You might have heard ADHD risks being over-diagnosed. Here's why that's not the case
One hot topic is whether ADHD is being over-diagnosed.
- One hot topic is whether ADHD is being over-diagnosed.
- Public hearings for the Australian Senate’s inquiry into “consistent, timely and best practice assessment” of ADHD and support services begin today.
What is ADHD?
- Worldwide, around 5% of children and 2.5% of adults meet the full diagnostic criteria for ADHD.
- Importantly, just having hyperactive, impulsive and inattentive symptoms is not sufficient to qualify for a diagnosis of ADHD.
- To meet current diagnostic criteria, these symptoms must have a negative effect on a person’s “social, school, or work functioning”.
Overdiagnosis or misdiagnosis?
- Overdiagnosis is a concept first developed in cancer screening to highlight situations where “the diagnosis of disease that would never cause symptoms or death during a given patient’s lifetime”.
- This definition has since been employed in many other areas of medicine, as well as analyses of health systems.
- When defined in this way, overdiagnosis is distinct from the concept of misdiagnosis, which is where an incorrect diagnosis has been made.
Different definitions
- One 2021 article on ADHD and overdiagnosis defined it as occurring when the “net effect of the diagnosis is unfavourable”.
- There are many reasons an ADHD diagnosis may be “unfavourable”, for some individuals.
- Some people experience negative side effects from ADHD treatments, or experience stigma as a result of ADHD diagnosis.
- But when you think about ADHD as not just having certain symptoms, but as having harmful outcomes, this might be expected.
Not a medical condition
- Some concerns about ADHD overdiagnosis appear to be based on a belief ADHD should not be considered as a medical condition.
- From this perspective, the concerns would again be more accurately and transparently phrased in terms of misdiagnosis.
- Even in the United States where rates of ADHD diagnosis exceed 5%, they still fall short of the estimated epidemiological prevalence.
Where to from here?
- So GPs and others – like Mental Health Nurse Practitioners – may well play an important role in assessing and managing ADHD.
- There would clearly need to be extensive training and support and also changes in the way assessments are funded.
- He also receives funding from the Medical Research Future Fund David Coghill receives funding from The National Health & Medical Research Council and the Medical Research Future Fund.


• **What you will do**
Give back the records below exactly, every one, with no pictures.

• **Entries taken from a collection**
_____
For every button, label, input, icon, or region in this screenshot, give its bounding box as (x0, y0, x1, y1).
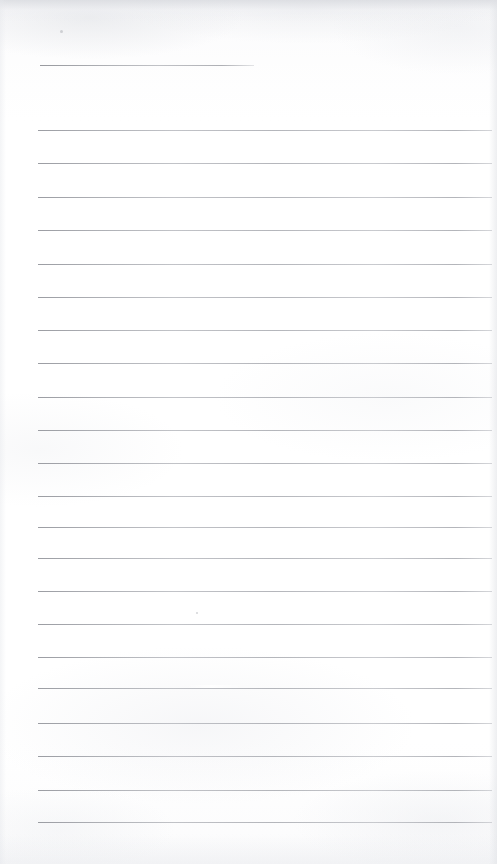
scan-bottom-edge-shadow (0, 834, 497, 864)
rule-11 (38, 463, 492, 464)
rule-17 (38, 657, 492, 658)
rule-12 (38, 496, 492, 497)
rule-21 (38, 790, 492, 791)
scan-top-shadow (0, 0, 497, 22)
rule-09 (38, 397, 492, 398)
rule-06 (38, 297, 492, 298)
rule-19 (38, 723, 492, 724)
rule-05 (38, 264, 492, 265)
rule-22 (38, 822, 492, 823)
rule-02 (38, 163, 492, 164)
rule-15 (38, 591, 492, 592)
rule-08 (38, 363, 492, 364)
scanned-page (0, 0, 497, 864)
rule-14 (38, 558, 492, 559)
rule-03 (38, 197, 492, 198)
rule-18 (38, 688, 492, 689)
speck-top (60, 30, 63, 33)
rule-13 (38, 527, 492, 528)
rule-07 (38, 330, 492, 331)
speck-mid (196, 612, 198, 614)
rule-01 (38, 130, 492, 131)
rule-16 (38, 624, 492, 625)
rule-04 (38, 230, 492, 231)
rule-10 (38, 430, 492, 431)
rule-20 (38, 756, 492, 757)
rule-header (40, 65, 254, 66)
scan-left-edge-shadow (0, 0, 6, 864)
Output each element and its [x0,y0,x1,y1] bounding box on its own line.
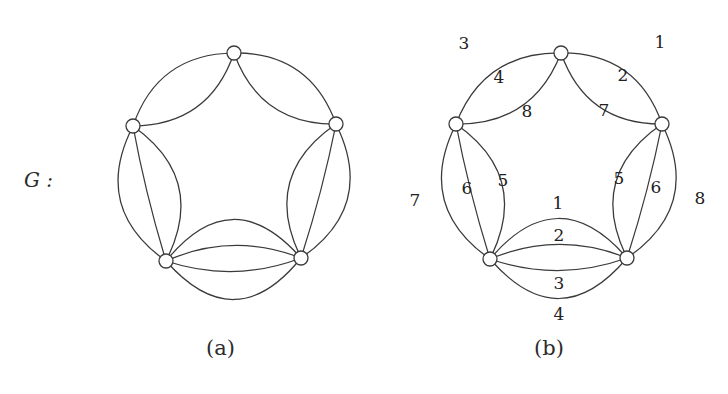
graph-vertex-lower-left [159,254,173,268]
graph-vertex-lower-right [620,251,634,265]
edge-label: 6 [651,179,662,196]
edge-label: 3 [459,35,470,52]
graph-vertex-lower-right [294,251,308,265]
graph-name-label: G : [24,168,53,192]
edge-label: 5 [614,170,625,187]
edge-label: 2 [554,227,565,244]
edge-label: 6 [462,180,473,197]
edge-label: 8 [695,190,706,207]
graph-vertex-lower-left [483,252,497,266]
edge-label: 4 [494,69,505,86]
graph-edge [133,126,166,261]
graph-edge [490,244,627,259]
figure-container: G : 3142877655681234 (a) (b) [0,0,728,394]
graph-edge [118,126,166,261]
edge-label: 1 [655,34,666,51]
graph-edge [166,245,301,261]
graph-edge [133,126,181,261]
caption-a: (a) [206,336,235,360]
graph-vertex-top [554,46,568,60]
graph-edge [287,124,336,258]
edge-label: 4 [554,306,565,323]
graph-vertex-upper-left [126,119,140,133]
panel-a-edges [118,53,350,300]
edge-label: 2 [618,67,629,84]
edge-label: 8 [522,103,533,120]
edge-label: 5 [498,172,509,189]
graph-edge [490,258,627,271]
panel-b-edges [441,53,676,299]
multigraph-drawing [0,0,728,394]
graph-edge [301,124,336,258]
caption-b: (b) [534,336,564,360]
graph-vertex-upper-right [329,117,343,131]
graph-vertex-upper-left [449,117,463,131]
edge-label: 7 [599,102,610,119]
edge-label: 1 [553,195,564,212]
graph-edge [301,124,350,258]
graph-edge [166,258,301,272]
graph-vertex-upper-right [655,117,669,131]
edge-label: 3 [554,275,565,292]
graph-vertex-top [227,46,241,60]
edge-label: 7 [410,192,421,209]
graph-edge [166,219,301,261]
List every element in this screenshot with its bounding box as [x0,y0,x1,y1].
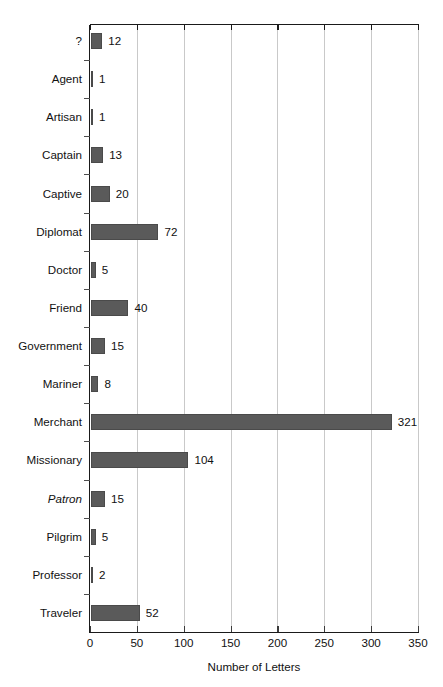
category-label: Missionary [27,452,82,468]
bar [91,376,98,392]
bar-value-label: 104 [194,452,213,468]
bar-value-label: 20 [116,186,129,202]
bar [91,452,188,468]
bar-value-label: 1 [99,71,105,87]
bar-row: Diplomat72 [0,224,443,240]
bar [91,491,105,507]
bar-row: Pilgrim5 [0,529,443,545]
bar [91,71,93,87]
category-label: Diplomat [36,224,82,240]
bar-value-label: 72 [164,224,177,240]
bar-value-label: 15 [111,338,124,354]
y-axis-tick [84,365,90,366]
x-axis-tick-label: 100 [164,636,204,649]
y-axis-tick [84,441,90,442]
bar [91,262,96,278]
bar [91,414,392,430]
bar-value-label: 321 [398,414,417,430]
category-label: Professor [32,567,82,583]
y-axis-tick [84,327,90,328]
x-axis-tick-label: 300 [351,636,391,649]
y-axis-tick [84,480,90,481]
category-label: Doctor [48,262,82,278]
category-label: Friend [49,300,82,316]
top-axis-tick [137,25,138,30]
category-label: Artisan [46,109,82,125]
bar-row: Captive20 [0,186,443,202]
bar-row: Professor2 [0,567,443,583]
bar [91,567,93,583]
bar [91,605,140,621]
bar-row: Missionary104 [0,452,443,468]
bar [91,529,96,545]
x-axis-tick-label: 50 [117,636,157,649]
category-label: Pilgrim [47,529,82,545]
y-axis-tick [84,136,90,137]
axis-top-border [90,24,419,25]
bar-row: Doctor5 [0,262,443,278]
top-axis-tick [231,25,232,30]
top-axis-tick [371,25,372,30]
category-label: Captain [42,147,82,163]
bar [91,33,102,49]
x-axis-tick-label: 350 [398,636,438,649]
bar-value-label: 5 [102,529,108,545]
top-axis-tick [184,25,185,30]
bar-row: Mariner8 [0,376,443,392]
bar [91,300,128,316]
bar-row: Patron15 [0,491,443,507]
x-axis-title: Number of Letters [90,660,418,673]
y-axis-tick [84,403,90,404]
category-label: Merchant [34,414,82,430]
y-axis-tick [84,213,90,214]
y-axis-tick [84,289,90,290]
axis-x-line [90,632,419,633]
bar-value-label: 52 [146,605,159,621]
bar [91,224,158,240]
bar-value-label: 15 [111,491,124,507]
bar [91,186,110,202]
bar-value-label: 2 [99,567,105,583]
category-label: Mariner [43,376,82,392]
top-axis-tick [324,25,325,30]
bar-chart: ?12Agent1Artisan1Captain13Captive20Diplo… [0,0,443,687]
bar [91,338,105,354]
x-axis-tick-label: 0 [70,636,110,649]
bar-value-label: 8 [104,376,110,392]
category-label: Traveler [40,605,82,621]
top-axis-tick [418,25,419,30]
y-axis-tick [84,594,90,595]
y-axis-tick [84,174,90,175]
category-label: ? [76,33,82,49]
bar [91,147,103,163]
bar-value-label: 5 [102,262,108,278]
bar-row: Agent1 [0,71,443,87]
y-axis-tick [84,251,90,252]
bar [91,109,93,125]
bar-row: Captain13 [0,147,443,163]
bar-row: ?12 [0,33,443,49]
y-axis-tick [84,98,90,99]
top-axis-tick [277,25,278,30]
bar-value-label: 40 [134,300,147,316]
category-label: Patron [48,491,82,507]
bar-row: Government15 [0,338,443,354]
bar-row: Friend40 [0,300,443,316]
y-axis-tick [84,518,90,519]
bar-value-label: 13 [109,147,122,163]
bar-row: Merchant321 [0,414,443,430]
category-label: Government [18,338,82,354]
category-label: Captive [43,186,82,202]
bar-row: Artisan1 [0,109,443,125]
x-axis-tick-label: 200 [257,636,297,649]
bar-value-label: 1 [99,109,105,125]
bar-value-label: 12 [108,33,121,49]
y-axis-tick [84,60,90,61]
bar-row: Traveler52 [0,605,443,621]
x-axis-tick-label: 150 [211,636,251,649]
y-axis-tick [84,556,90,557]
x-axis-tick-label: 250 [304,636,344,649]
category-label: Agent [52,71,82,87]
_____
• **Task response**
For every button, label, input, icon, or region in this screenshot, give its bounding box as (x0, y0, x1, y1).
scan-bottom-edge-shadow (0, 834, 497, 864)
rule-11 (38, 463, 492, 464)
rule-17 (38, 657, 492, 658)
rule-12 (38, 496, 492, 497)
rule-21 (38, 790, 492, 791)
scan-top-shadow (0, 0, 497, 22)
rule-09 (38, 397, 492, 398)
rule-06 (38, 297, 492, 298)
rule-19 (38, 723, 492, 724)
rule-05 (38, 264, 492, 265)
rule-22 (38, 822, 492, 823)
rule-02 (38, 163, 492, 164)
rule-15 (38, 591, 492, 592)
rule-08 (38, 363, 492, 364)
scanned-page (0, 0, 497, 864)
rule-14 (38, 558, 492, 559)
rule-03 (38, 197, 492, 198)
rule-18 (38, 688, 492, 689)
speck-top (60, 30, 63, 33)
rule-13 (38, 527, 492, 528)
rule-07 (38, 330, 492, 331)
speck-mid (196, 612, 198, 614)
rule-01 (38, 130, 492, 131)
rule-16 (38, 624, 492, 625)
rule-04 (38, 230, 492, 231)
rule-10 (38, 430, 492, 431)
rule-20 (38, 756, 492, 757)
rule-header (40, 65, 254, 66)
scan-left-edge-shadow (0, 0, 6, 864)
Output each element and its [x0,y0,x1,y1] bounding box on its own line.
graph-vertex-lower-left [159,254,173,268]
graph-vertex-lower-right [620,251,634,265]
edge-label: 6 [651,179,662,196]
edge-label: 3 [459,35,470,52]
graph-vertex-lower-right [294,251,308,265]
graph-name-label: G : [24,168,53,192]
edge-label: 5 [614,170,625,187]
edge-label: 2 [554,227,565,244]
edge-label: 6 [462,180,473,197]
edge-label: 8 [695,190,706,207]
graph-vertex-lower-left [483,252,497,266]
edge-label: 4 [494,69,505,86]
graph-edge [133,126,166,261]
graph-edge [490,244,627,259]
figure-container: G : 3142877655681234 (a) (b) [0,0,728,394]
graph-edge [118,126,166,261]
edge-label: 1 [655,34,666,51]
graph-edge [166,245,301,261]
graph-edge [133,126,181,261]
caption-a: (a) [206,336,235,360]
graph-vertex-top [554,46,568,60]
graph-edge [287,124,336,258]
edge-label: 4 [554,306,565,323]
graph-vertex-upper-left [126,119,140,133]
panel-a-edges [118,53,350,300]
edge-label: 2 [618,67,629,84]
edge-label: 8 [522,103,533,120]
edge-label: 5 [498,172,509,189]
graph-edge [490,258,627,271]
panel-b-edges [441,53,676,299]
multigraph-drawing [0,0,728,394]
graph-edge [301,124,336,258]
caption-b: (b) [534,336,564,360]
graph-vertex-upper-right [329,117,343,131]
graph-vertex-upper-left [449,117,463,131]
edge-label: 7 [599,102,610,119]
edge-label: 1 [553,195,564,212]
graph-edge [301,124,350,258]
graph-edge [166,258,301,272]
graph-vertex-upper-right [655,117,669,131]
edge-label: 3 [554,275,565,292]
graph-vertex-top [227,46,241,60]
edge-label: 7 [410,192,421,209]
graph-edge [166,219,301,261]
List every element in this screenshot with its bounding box as [x0,y0,x1,y1].
category-label: Missionary [27,452,82,468]
bar [91,376,98,392]
bar-value-label: 104 [194,452,213,468]
bar-value-label: 20 [116,186,129,202]
bar [91,452,188,468]
bar-value-label: 1 [99,71,105,87]
bar-row: Diplomat72 [0,224,443,240]
bar [91,491,105,507]
bar-row: Pilgrim5 [0,529,443,545]
bar [91,71,93,87]
category-label: Diplomat [36,224,82,240]
bar-value-label: 72 [164,224,177,240]
bar-value-label: 15 [111,338,124,354]
y-axis-tick [84,365,90,366]
x-axis-tick-label: 100 [164,636,204,649]
y-axis-tick [84,441,90,442]
bar [91,262,96,278]
bar [91,414,392,430]
bar-value-label: 321 [398,414,417,430]
category-label: Professor [32,567,82,583]
y-axis-tick [84,327,90,328]
x-axis-tick-label: 300 [351,636,391,649]
y-axis-tick [84,480,90,481]
category-label: Doctor [48,262,82,278]
category-label: Friend [49,300,82,316]
top-axis-tick [137,25,138,30]
category-label: Artisan [46,109,82,125]
bar-row: Captive20 [0,186,443,202]
bar-row: Professor2 [0,567,443,583]
bar [91,567,93,583]
bar [91,605,140,621]
bar-row: Missionary104 [0,452,443,468]
bar [91,529,96,545]
x-axis-tick-label: 50 [117,636,157,649]
category-label: Pilgrim [47,529,82,545]
y-axis-tick [84,136,90,137]
axis-top-border [90,24,419,25]
bar-row: Doctor5 [0,262,443,278]
top-axis-tick [231,25,232,30]
top-axis-tick [371,25,372,30]
category-label: Captain [42,147,82,163]
bar [91,33,102,49]
x-axis-tick-label: 350 [398,636,438,649]
bar-value-label: 5 [102,529,108,545]
top-axis-tick [184,25,185,30]
bar-row: Mariner8 [0,376,443,392]
bar [91,300,128,316]
bar-row: Patron15 [0,491,443,507]
x-axis-title: Number of Letters [90,660,418,673]
y-axis-tick [84,403,90,404]
category-label: Merchant [34,414,82,430]
y-axis-tick [84,213,90,214]
y-axis-tick [84,289,90,290]
axis-x-line [90,632,419,633]
bar-value-label: 52 [146,605,159,621]
bar [91,224,158,240]
bar-value-label: 15 [111,491,124,507]
bar [91,186,110,202]
bar-value-label: 2 [99,567,105,583]
category-label: Mariner [43,376,82,392]
top-axis-tick [324,25,325,30]
bar-chart: ?12Agent1Artisan1Captain13Captive20Diplo… [0,0,443,687]
bar [91,338,105,354]
x-axis-tick-label: 0 [70,636,110,649]
bar-value-label: 8 [104,376,110,392]
category-label: Traveler [40,605,82,621]
top-axis-tick [418,25,419,30]
y-axis-tick [84,594,90,595]
y-axis-tick [84,174,90,175]
category-label: ? [76,33,82,49]
bar [91,147,103,163]
bar-value-label: 5 [102,262,108,278]
bar-row: Agent1 [0,71,443,87]
y-axis-tick [84,251,90,252]
bar [91,109,93,125]
bar-row: Captain13 [0,147,443,163]
bar-row: ?12 [0,33,443,49]
y-axis-tick [84,98,90,99]
top-axis-tick [277,25,278,30]
bar-value-label: 40 [134,300,147,316]
category-label: Patron [48,491,82,507]
bar-row: Government15 [0,338,443,354]
bar-row: Friend40 [0,300,443,316]
y-axis-tick [84,518,90,519]
bar-value-label: 13 [109,147,122,163]
bar-row: Merchant321 [0,414,443,430]
category-label: Government [18,338,82,354]
category-label: Captive [43,186,82,202]
bar-row: Artisan1 [0,109,443,125]
x-axis-tick-label: 200 [257,636,297,649]
bar-value-label: 1 [99,109,105,125]
bar-value-label: 12 [108,33,121,49]
y-axis-tick [84,60,90,61]
bar-row: Traveler52 [0,605,443,621]
x-axis-tick-label: 150 [211,636,251,649]
y-axis-tick [84,556,90,557]
x-axis-tick-label: 250 [304,636,344,649]
category-label: Agent [52,71,82,87]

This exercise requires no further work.